In the mid-1960s, something like 30 to 40 percent of the labor in the fields came from women;19 today the proportion is probably higher. These estimates suggest a very substantial increase since the 1930s, when even the labor-intensive paddy economy in the south used three times as many men as women. But if more women are working, this is consistent with a better life only if women are paid for their work, and if household responsibilities ease as duties outside the home increase. In Tanzania, Gabon, and Zaire, for example, the majority of field laborers are female,20 but this has not prevented these women from being among the most miserable on earth.

In China, women are indeed paid for collective labor, although at a distinctly lower rate than men. No national figures are available, but discrepancies of 20 or 30 percent of a day’s labor seem frequent.21 New employment opportunities for women have brought tens of millions of rural families extra income, but it has not provided the women themselves with an alternative to their housekeeping regimen; rather, it seems, they are increasingly shouldering a double burden. In the words of Leo Orleans: “Peking’s insistence that ‘agricultural production is a right and a duty of rural women’ has resulted in extremely high participation of women in the rural labor force, but it did little to relieve them of their domestic duties.”

What are these domestic duties? Over- shadowing all other is child care; in Communist China it has never been suggested that this is the husband’s responsibility.

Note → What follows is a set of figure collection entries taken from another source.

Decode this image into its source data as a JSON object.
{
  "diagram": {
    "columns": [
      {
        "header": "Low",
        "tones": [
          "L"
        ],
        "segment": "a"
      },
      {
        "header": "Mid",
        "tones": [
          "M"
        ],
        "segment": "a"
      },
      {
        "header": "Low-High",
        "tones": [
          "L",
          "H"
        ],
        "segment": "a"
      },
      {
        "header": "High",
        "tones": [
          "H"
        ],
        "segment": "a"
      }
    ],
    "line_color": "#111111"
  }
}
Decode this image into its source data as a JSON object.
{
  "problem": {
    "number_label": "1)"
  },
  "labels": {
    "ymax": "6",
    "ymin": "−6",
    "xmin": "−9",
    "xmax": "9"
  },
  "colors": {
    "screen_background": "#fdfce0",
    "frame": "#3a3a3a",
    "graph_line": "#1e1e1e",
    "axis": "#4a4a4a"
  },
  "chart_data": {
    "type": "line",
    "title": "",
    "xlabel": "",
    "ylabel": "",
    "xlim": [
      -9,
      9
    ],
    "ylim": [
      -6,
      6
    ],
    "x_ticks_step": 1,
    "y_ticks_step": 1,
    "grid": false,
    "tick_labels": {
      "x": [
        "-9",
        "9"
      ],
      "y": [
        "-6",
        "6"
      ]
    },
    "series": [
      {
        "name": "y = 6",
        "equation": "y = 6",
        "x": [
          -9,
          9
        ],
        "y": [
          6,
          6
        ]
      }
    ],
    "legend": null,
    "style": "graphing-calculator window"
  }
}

As we have seen, city women, who generally are more prosperous, probably have smaller families; their burden has no doubt been reduced. In the countryside, however, birth rates may not be down all that far, and four children are not that much easier to raise than six. Now that rural health is so much better, moreover, an increasing fraction of homemakers must care for elderly parents or parents-in-law as well.

While the daily routine for most of China’s women may be just as rigorous as before the Liberation, the tenor of family life has improved. Arranged marriages, while still part of Chinese life, are actively discouraged, but the age of footbinding, child betrothal, and slavery is past. China was not the only Asian nation to enshrine cruelty to women in mystic custom. The sale and harsh treatment of women was as much a part of Indian life, for example, and in India there was suttee, the practice of setting a widow on fire on the theory that she was now a worthless accessory.22 It was the Chinese government, however, which came down hardest on these inhumane rituals; probably no other really poor country, except perhaps Sri Lanka, has so successfully freed its women from them.

Chinese women are still a long way from Mr. Imfeld’s “full equality” with men, but they have risen from the status of beasts of burden to second-class citizens. Such a change may leave us short of what we hope for; nevertheless, it is a huge leap in human dignity. Can the same be said for economic equality generally—whether between groups or within them? Here, as we shall see in a final article, the record of the Maoist regime is far more vulnerable than many of the claims for it would suggest.

This is the second part of a three-part article.